HIV vaccine less effective

HIV vaccine less effective

BY ANDREW M.POTTS

An experimental HIV vaccine trialled by the Thai Government and the US military may be less effective than first reported, following the results and some additional analyses being published in The New England Journal of Medicine.

The full results still report an overall protection rate of 31 percent, but poorer results were found among the few men who have sex with men (MSM) involved in the trial and those from other high-risk groups, such as drug users and men who use prostitutes.

Among those who fell outside the study’s core sample of non-drug-using heterosexuals, the protective effect of the vaccine appeared to halve.

The study used two pre-existing vaccines found to be ineffective by themselves. When used together, however, infection rates among participants dropped.

Over a three-year period, of 8197 people who received the vaccine, 51 contracted HIV compared to 74 out of a control group of 8198.
The vaccine also appears to be most effective in the first 12 months, with the protective effect waning over time.
During the first year the effect seemed to be as high as 60 percent protection, however, by 30 months this had fallen to 36 percent, and by the end of the three years had averaged out to 31 percent.

Two accompanying analyses included in the report and presented at a conference in Paris last month put the effectiveness of the vaccine at closer to 26 percent using different criteria.

The executive director of the Australian Federation of AIDS Organisations, Don Baxter, told Southern Star the trial had value in pointing to how future trials could be designed better but that very little could be taken from the results at this stage.

“There are some serious confusions in the way these trial results have been released, which is really unfortunate,” Baxter said.
“Future trials need to be designed with sufficient statistical power [so] that results for subpopulations can be assessed much more accurately.

“There were very few gay men and MSM in the trial, and some who were defined as high risk from a range of other characteristics — having many sexual partners or having paid for sex for example — so we’re talking about very small numbers to be making any firm view on a candidate vaccine for which the efficacy is already very low — whether that’s 30 percent or 20 percent.”

ACON CEO Nicholas Parkhill told Southern Star, “While the initial data from the Thai vaccine study was reasonably promising, what the revised results show is that a lot more work needs to de done before an effective vaccine for HIV is developed.”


## What you should do
Retype, word for word, every line from the one holding "You are a GUI" through the one holding "Task: Click on" in the entries below, both included, and only those lines.

## Information provided

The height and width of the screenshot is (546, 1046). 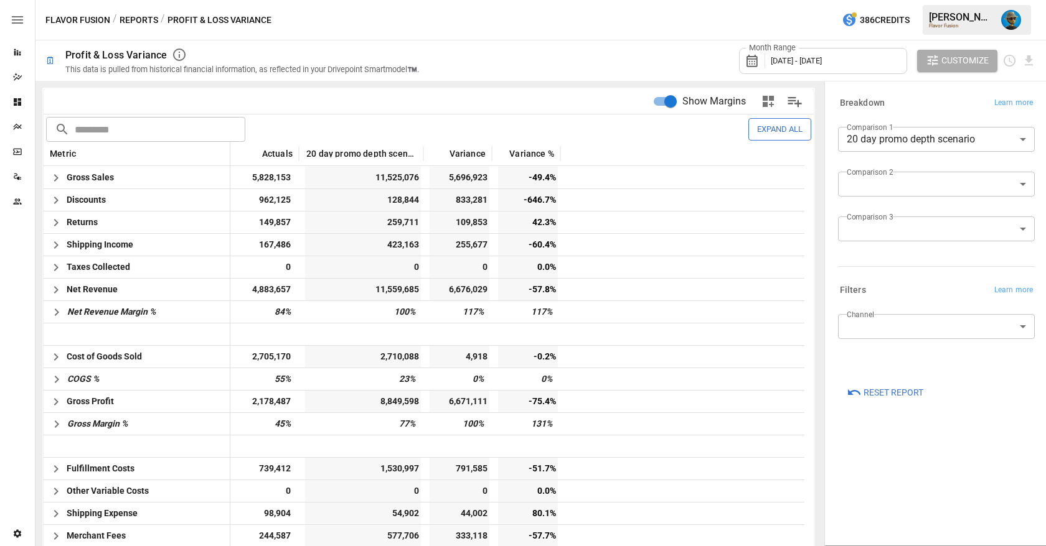 I want to click on span: 255,677, so click(x=459, y=245).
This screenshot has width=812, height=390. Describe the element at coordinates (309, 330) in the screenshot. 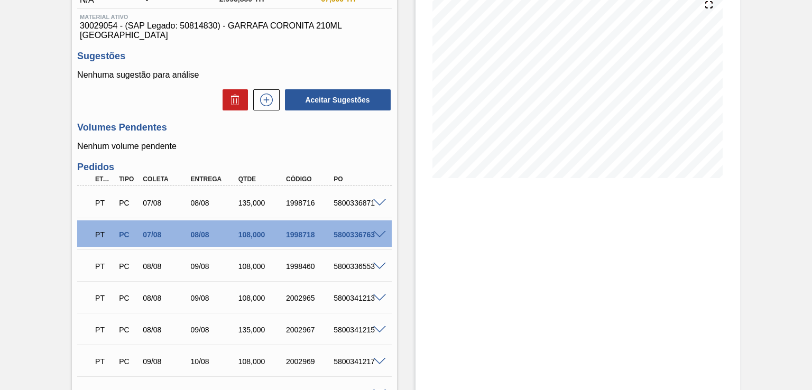

I see `div: 2002967` at that location.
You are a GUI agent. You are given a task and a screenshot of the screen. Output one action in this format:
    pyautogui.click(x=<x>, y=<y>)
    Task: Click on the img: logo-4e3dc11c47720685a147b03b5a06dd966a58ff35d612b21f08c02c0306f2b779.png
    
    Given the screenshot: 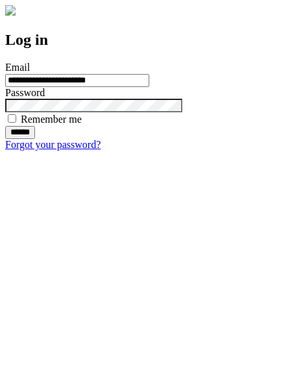 What is the action you would take?
    pyautogui.click(x=10, y=10)
    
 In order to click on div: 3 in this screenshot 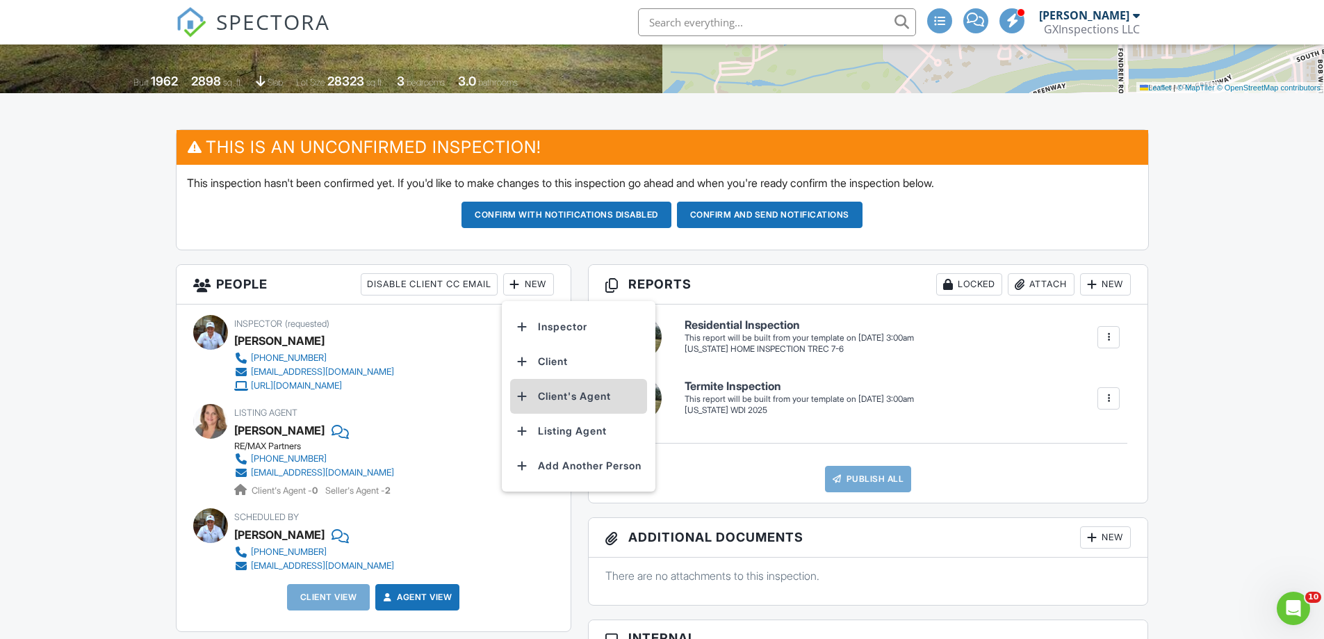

## Solution to this task
You are a GUI agent. You are given a task and a screenshot of the screen. Output one action in this format:
    pyautogui.click(x=<x>, y=<y>)
    Task: Click on the img: logo-4e3dc11c47720685a147b03b5a06dd966a58ff35d612b21f08c02c0306f2b779.png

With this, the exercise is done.